4. I find support for roughly my viewpoint (or perhaps more accurately: my viewpoint is roughly in agreement with H) in Hazlitt's The Foundations of Morality6: And this principle has the widest bearings. We do and should obey rules, in law, manners and morals, simply because they are the established rules. This is their utility. We cooperate better in helping to achieve each other's ends by acting on rules on which others can count. We cooperate by being able to rely on each other, by being able to anticipate with confidence what the other fellow is going to do. And we can have this essential mutual confidence and reliance only if both of us act in accord ance with the established rule and each knows that the other is going to act in accordance with the established rule. Still better, he is somewhat echoing Hayek.
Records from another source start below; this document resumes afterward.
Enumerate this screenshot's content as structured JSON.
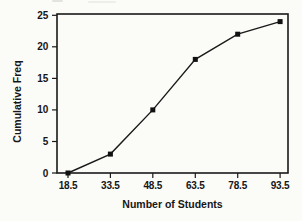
{
  "chart_data": {
    "type": "line",
    "title": "",
    "xlabel": "Number of Students",
    "ylabel": "Cumulative Freq",
    "series": [
      {
        "name": "Cumulative Frequency",
        "x": [
          18.5,
          33.5,
          48.5,
          63.5,
          78.5,
          93.5
        ],
        "y": [
          0,
          3,
          10,
          18,
          22,
          24
        ]
      }
    ],
    "x_ticks": [
      18.5,
      33.5,
      48.5,
      63.5,
      78.5,
      93.5
    ],
    "x_tick_labels": [
      "18.5",
      "33.5",
      "48.5",
      "63.5",
      "78.5",
      "93.5"
    ],
    "y_ticks": [
      0,
      5,
      10,
      15,
      20,
      25
    ],
    "y_tick_labels": [
      "0",
      "5",
      "10",
      "15",
      "20",
      "25"
    ],
    "xlim": [
      14.6,
      96.3
    ],
    "ylim": [
      0,
      25.2
    ],
    "grid": false,
    "legend": "none",
    "marker": "filled-square",
    "marker_size": 5,
    "line_color": "#1a1a1a",
    "marker_color": "#111111",
    "frame_color": "#1a1a1a",
    "text_color": "#161616",
    "background_color": "#fbfbf8"
  }
}
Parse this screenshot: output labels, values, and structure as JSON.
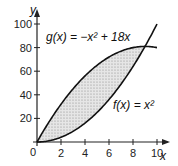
{
  "chart_data": {
    "type": "line",
    "title": "",
    "xlabel": "x",
    "ylabel": "y",
    "xlim": [
      0,
      10
    ],
    "ylim": [
      0,
      100
    ],
    "x_ticks": [
      "0",
      "2",
      "4",
      "6",
      "8",
      "10"
    ],
    "y_ticks": [
      "20",
      "40",
      "60",
      "80",
      "100"
    ],
    "series": [
      {
        "name": "g(x) = −x² + 18x",
        "x": [
          0,
          1,
          2,
          3,
          4,
          5,
          6,
          7,
          8,
          9,
          10
        ],
        "values": [
          0,
          17,
          32,
          45,
          56,
          65,
          72,
          77,
          80,
          81,
          80
        ]
      },
      {
        "name": "f(x) = x²",
        "x": [
          0,
          1,
          2,
          3,
          4,
          5,
          6,
          7,
          8,
          9,
          10
        ],
        "values": [
          0,
          1,
          4,
          9,
          16,
          25,
          36,
          49,
          64,
          81,
          100
        ]
      }
    ],
    "annotations": [
      {
        "text": "g(x) = −x² + 18x",
        "position": "top"
      },
      {
        "text": "f(x) = x²",
        "position": "right"
      },
      {
        "text": "shaded region between curves from x=0 to x=9"
      }
    ],
    "grid": false,
    "legend": "none"
  },
  "labels": {
    "g": "g(x) = −x² + 18x",
    "f": "f(x) = x²",
    "x_axis": "x",
    "y_axis": "y"
  }
}
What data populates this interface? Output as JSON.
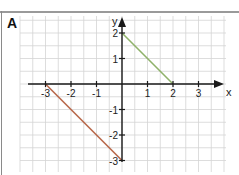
{
  "panel_label": "A",
  "chart_data": {
    "type": "line",
    "title": "",
    "xlabel": "x",
    "ylabel": "y",
    "xlim": [
      -4,
      4
    ],
    "ylim": [
      -3.3,
      2.6
    ],
    "grid": true,
    "grid_minor_step": 0.5,
    "x_ticks": [
      -3,
      -2,
      -1,
      1,
      2,
      3
    ],
    "x_tick_labels": [
      "-3",
      "-2",
      "-1",
      "1",
      "2",
      "3"
    ],
    "y_ticks": [
      -3,
      -2,
      -1,
      1,
      2
    ],
    "y_tick_labels": [
      "-3",
      "-2",
      "-1",
      "1",
      "2"
    ],
    "series": [
      {
        "name": "green-line",
        "color": "#8fb26a",
        "points": [
          [
            0,
            2
          ],
          [
            2,
            0
          ]
        ]
      },
      {
        "name": "red-line",
        "color": "#b8674a",
        "points": [
          [
            -3,
            0
          ],
          [
            0,
            -3
          ]
        ]
      }
    ]
  }
}
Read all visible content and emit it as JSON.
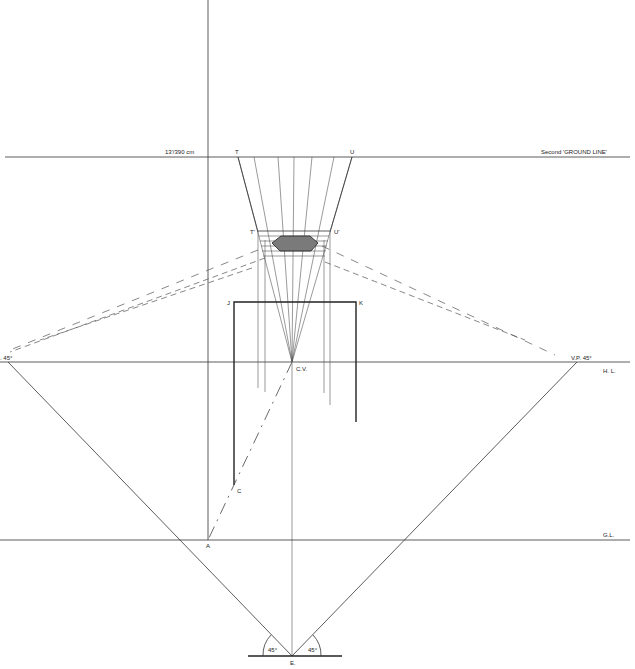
{
  "diagram": {
    "colors": {
      "line": "#333333",
      "shade": "#6e6e6e",
      "background": "#ffffff"
    },
    "labels": {
      "height_mark": "13'/390 cm",
      "second_ground_line": "Second 'GROUND LINE'",
      "T": "T",
      "U": "U",
      "T_prime": "T'",
      "U_prime": "U'",
      "J": "J",
      "K": "K",
      "cv": "C.V.",
      "vp_left": "V.P. 45°",
      "vp_left_visible": ". 45°",
      "vp_right": "V.P. 45°",
      "hl": "H. L.",
      "C": "C",
      "A": "A",
      "gl": "G.L.",
      "angle_left": "45°",
      "angle_right": "45°",
      "E": "E."
    }
  }
}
So: that people are able to violate taboos is evidence that they will not follow the generally established rules. And it is no good saying "oh but it was a one-off".

5. Actually for societies-in-practice I have to back off that "rational founded", and retreat to "underdetermined". See-also the link to the ACX review below. And then I should emphasise more his "Western morality is narrower" as a virtue. So the project to found morality rationally is good, taken together with that leading to less things being covered by the moral domain, and that being a sign of, in the absence of a better word, a more advanced civilisation.

6. See my review of The Foundations of Morality.

7. Since this is my post for "altruism" as seen by web search, I'll put this here: Crémieux asks "You must take a pill: If >50% pick blue, everyone lives. If not, red pills live and blue pills die. What do you choose? The answer is red: if everyone does that, everyone lives. Only false-altruists take the blue; although on his poll, that's about 40% dead, which is sad. The follow up is "...5% of the pills are mislabeled. Factor this in if need be", In this case I thik the answer is blue: taking red is no longer a safe choice even for the selfish, and if everyone thinks clearly, they should choose ble and everyone lives.


Refs


* Reviewed at ACX, 2022: says some things worth reading; but seems all rather off the point to my mind; rather focussed on (a) socialism (why?) and (b) Trump as a counter-example; I think incorrectly. The point missed is not that Haidt can explain people's political opinions; rather that we should expect people to have different opinions, because morality is underdetermined by fundamentals and people fill the gap with local/group norms.
* Political self-government depends on moral self-government - via CH.